For the aspiring DNA craftsman, base-pairing might seem like the natural 'glue' to hold your constructions together. Indeed, the powerful natural attraction of adenine to thymine and guanine to cytosine has enabled scientists to engineer sophisticated self-assembling nanostructures from hybridized strands of nucleic acids.

However, 'DNA origami' pioneer Paul Rothemund and graduate student Sungwook Woo have now found the potential for building bigger and better multi-origami assemblies based on the strong and sequence-independent interactions between blunt DNA ends.

The stacking interactions between adjacent base pairs are known to make a vital contribution to the stabilization of DNA duplexes, but the two California Institute of Technology researchers were particularly inspired by an unexpected outcome from Rothemund's early work with DNA origami rectangles. “They readily stacked against each other, and almost all the rectangles found were in chains,” says Woo of the rectangles, “but they did not have any order.” This raised the question of whether it might be possible to design DNA structures that interact orthogonally, such that each segment only associates with a specific partner in a particular orientation.

Each DNA origami piece consists of a long circular scaffold molecule that bends into shape through base-pairing interactions with many precisely positioned 'staple' oligonucleotides. Through careful computational design, Woo and Rothemund constructed multiple components with different configurations of blunt ends exposed at the edges and tested two different strategies for directing origami-origami interactions.

A shape-based approach to origami assembly. The pieces plug directly into one another via matching projections and concavities. Origami molecules are labeled via hybridization of additional DNA hairpin molecules, which can be detected by atomic force microscopy. Image courtesy of S. Woo and P. Rothemund.

In the binary approach, each shape presents a particular arrangement of projecting blunt-ended 'patches' separated by floppy DNA loops, with interaction dependent on the proper alignment of these patches between each origami pair. The binary approach is highly flexible, as the configuration of patches and loops at each edge can readily be altered by adjusting the hybridization of the origami using different staple combinations to achieve what Woo describes as “reprogramming”.

In the second, shape-based approach, the researchers designed origami pieces that present unique configurations of projections and recesses at their edges, such that the components assemble like puzzle pieces. As a test of this approach, Rothemund and Woo designed four discrete segment types that preferentially interacted in a particular order.

Rothemund points out that this work demonstrates how the nonspecific stacking interactions that have given the DNA origami community such headaches in the past can be harnessed to good effect. “If you are careful, you can harness the power of blunt-end stacking interactions to make larger objects out of DNA in a very simple and easy way,” he says, “converting something that used to be considered a bug into a feature.”

This could also prove a boon to the construction of more sophisticated DNA-based devices with multiple moving parts. Such systems necessarily require the building and breaking of connections between DNA components, but the strength of the bond between hybridized nucleotides can establish a high energetic barrier for this process. “We think that we will be able to design stacking bonds in which the parts of a nanomachine can both self-assemble and slide freely past each other when the time comes to run the machine,” says Rothemund.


Your goal - The answer is one number. Say how many lines in the entries below include the word "legend".

START Excerpted records

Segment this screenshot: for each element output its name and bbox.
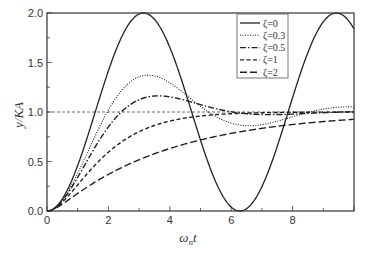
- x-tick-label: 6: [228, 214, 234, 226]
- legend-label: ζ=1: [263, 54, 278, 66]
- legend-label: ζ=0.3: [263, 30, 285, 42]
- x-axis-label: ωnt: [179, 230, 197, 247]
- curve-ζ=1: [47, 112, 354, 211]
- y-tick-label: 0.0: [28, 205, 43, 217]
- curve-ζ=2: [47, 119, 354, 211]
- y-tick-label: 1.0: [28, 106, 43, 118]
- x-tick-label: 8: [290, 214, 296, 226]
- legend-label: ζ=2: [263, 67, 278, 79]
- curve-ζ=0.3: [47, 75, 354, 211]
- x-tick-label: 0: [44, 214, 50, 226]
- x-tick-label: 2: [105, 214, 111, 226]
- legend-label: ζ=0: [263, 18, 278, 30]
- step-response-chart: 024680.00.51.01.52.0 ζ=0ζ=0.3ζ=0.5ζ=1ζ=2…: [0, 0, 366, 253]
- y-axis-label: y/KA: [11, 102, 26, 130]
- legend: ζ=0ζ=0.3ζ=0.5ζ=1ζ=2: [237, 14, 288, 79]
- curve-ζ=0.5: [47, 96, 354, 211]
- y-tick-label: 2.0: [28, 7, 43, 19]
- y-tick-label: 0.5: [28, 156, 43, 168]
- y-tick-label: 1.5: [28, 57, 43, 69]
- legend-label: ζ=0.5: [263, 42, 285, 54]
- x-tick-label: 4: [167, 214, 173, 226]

END Excerpted records
START Excerpted records

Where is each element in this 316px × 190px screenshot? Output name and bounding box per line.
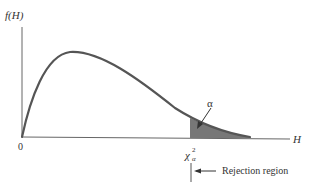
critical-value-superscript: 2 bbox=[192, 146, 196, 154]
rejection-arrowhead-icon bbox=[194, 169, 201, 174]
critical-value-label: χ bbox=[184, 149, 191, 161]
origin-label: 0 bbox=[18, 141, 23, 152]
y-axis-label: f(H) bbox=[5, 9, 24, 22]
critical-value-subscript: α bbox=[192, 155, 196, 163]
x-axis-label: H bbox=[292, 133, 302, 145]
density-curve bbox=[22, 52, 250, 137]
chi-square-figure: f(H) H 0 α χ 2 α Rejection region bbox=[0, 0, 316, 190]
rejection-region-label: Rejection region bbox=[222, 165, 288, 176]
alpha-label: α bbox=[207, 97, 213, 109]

END Excerpted records

Solution for this task - 6